History shows that low float stocks are prone to similar behaviour as demand and supply meets an artificially restricted pool of tradeable securities. At the extreme, low float stocks can undergo “squeezes” in price such as Volkswagen in 2008 briefly becoming the most valuable company in the world.

This concept of “float” can arguably be transposed to the supply of Bitcoin, where lost coins create an illusion of a much larger capitalisation than that which is truly accessible. Furthermore, the Bitcoin ecosystem exhibits high concentration. 150,000 addresses (0.42% of the total addresses) account for 85.6% of the total bitcoin supply available.

The reason for analysing market structure is that market prices are set at the margin. The entire “stock” of any asset or security is very rarely turned over with any regularity. The total value of any asset is therefore imputed from the market clearing price of a handful of transactions occurring at any point in time.

The truth of this can be observed in commodity markets, where physical and temporal constrains can result in extremes such as negative oil prices or squeezes in agricultural commodities due to price insensitive buying or selling at the margin.

Extending this to Bitcoin, we can connect the implied valuation of US$1tn+ for the entire supply with its trading volume characteristics (usually between 10% and 25% of total capitalisation) trading within a restricted float.

The impact of large buyers and sellers – dubbed “whales” in the bitcoin community – has a disproportionate impact on the price formation of an asset where marginal price setting is typically dominated by mainly retail participants on leverage.

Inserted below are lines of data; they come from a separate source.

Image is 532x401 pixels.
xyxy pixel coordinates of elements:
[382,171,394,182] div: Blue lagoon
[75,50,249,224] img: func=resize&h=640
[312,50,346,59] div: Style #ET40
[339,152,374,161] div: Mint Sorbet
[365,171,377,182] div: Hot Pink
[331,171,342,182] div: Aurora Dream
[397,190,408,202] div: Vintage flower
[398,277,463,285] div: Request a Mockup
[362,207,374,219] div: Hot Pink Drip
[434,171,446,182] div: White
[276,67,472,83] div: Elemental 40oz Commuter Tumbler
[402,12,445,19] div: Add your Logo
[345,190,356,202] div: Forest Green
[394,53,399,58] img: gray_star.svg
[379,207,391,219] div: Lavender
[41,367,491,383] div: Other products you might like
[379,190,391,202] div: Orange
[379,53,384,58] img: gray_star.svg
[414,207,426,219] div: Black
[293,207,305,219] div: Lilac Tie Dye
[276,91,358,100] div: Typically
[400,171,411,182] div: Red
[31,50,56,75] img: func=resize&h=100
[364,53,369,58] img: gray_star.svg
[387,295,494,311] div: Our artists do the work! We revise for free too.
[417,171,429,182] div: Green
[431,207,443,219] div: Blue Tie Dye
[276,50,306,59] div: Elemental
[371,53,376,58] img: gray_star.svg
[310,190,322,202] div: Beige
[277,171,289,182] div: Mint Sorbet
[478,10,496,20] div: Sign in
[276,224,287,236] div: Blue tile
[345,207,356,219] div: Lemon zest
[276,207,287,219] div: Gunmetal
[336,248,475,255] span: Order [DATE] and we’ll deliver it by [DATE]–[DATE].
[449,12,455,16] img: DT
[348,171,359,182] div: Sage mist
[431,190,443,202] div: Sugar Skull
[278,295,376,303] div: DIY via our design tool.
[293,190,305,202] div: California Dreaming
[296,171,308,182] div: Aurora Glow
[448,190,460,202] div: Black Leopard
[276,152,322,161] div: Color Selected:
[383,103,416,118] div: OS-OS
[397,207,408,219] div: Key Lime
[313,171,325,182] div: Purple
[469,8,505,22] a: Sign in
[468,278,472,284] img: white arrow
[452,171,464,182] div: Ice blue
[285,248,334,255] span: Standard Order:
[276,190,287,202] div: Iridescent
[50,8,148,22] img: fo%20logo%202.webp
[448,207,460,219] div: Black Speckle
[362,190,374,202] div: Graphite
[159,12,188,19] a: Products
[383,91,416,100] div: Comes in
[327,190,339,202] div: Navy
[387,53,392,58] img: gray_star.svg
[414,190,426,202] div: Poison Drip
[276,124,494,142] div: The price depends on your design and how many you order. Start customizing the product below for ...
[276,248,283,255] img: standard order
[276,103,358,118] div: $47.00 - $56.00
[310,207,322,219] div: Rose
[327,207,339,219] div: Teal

As a result, the realised rolling 30 day volatility of Bitcoin often tracks above 100%, in comparison to the long run average of 18% for the S&P 500 or 8% for the Cerno Select strategy.

The applicability of concepts such as float and commodity market dynamics to Bitcoin make it more reminiscent to an asset or commodity, possibly digital gold being the closest analogy, than to a currency.

That being the case, we should also note that Bitcoin exhibits significant resource demands for extraction, just as physical commodities do. Current estimates for the power consumption required for network functioning and the “mining” of new Bitcoin is 78 TWh, roughly equivalent to the annual electricity consumption of Chile or Argentina or the Netherlands.

Popular with the young and dismissed by the old, we should probably recognise Bitcoin as a financial analogue of some of the factional pressures within society.

For some traders, Bitcoin is a “cool” way to make money. The original band of cyber-punks who supported it are seeking thesis confirmation. Elon Musk is keen and has put his corporate treasury into it. To this group we should add criminals, large and small, for whom it provides anonymity for illicit transactions on the dark web and elsewhere.

On the “other side of the coin”, Bitcoin represents a dull, throbbing headache for market regulators and Central Banks.

Bitcoin faces challenges in the path to wider acceptance. It may be outlawed in more countries and this could hasten moves to establish Central Bank Digital Currencies (CBDCs). For the time being, Bitcoin remains a speculation that will be happy for some and quite miserable for others. No financial Nirvana, then.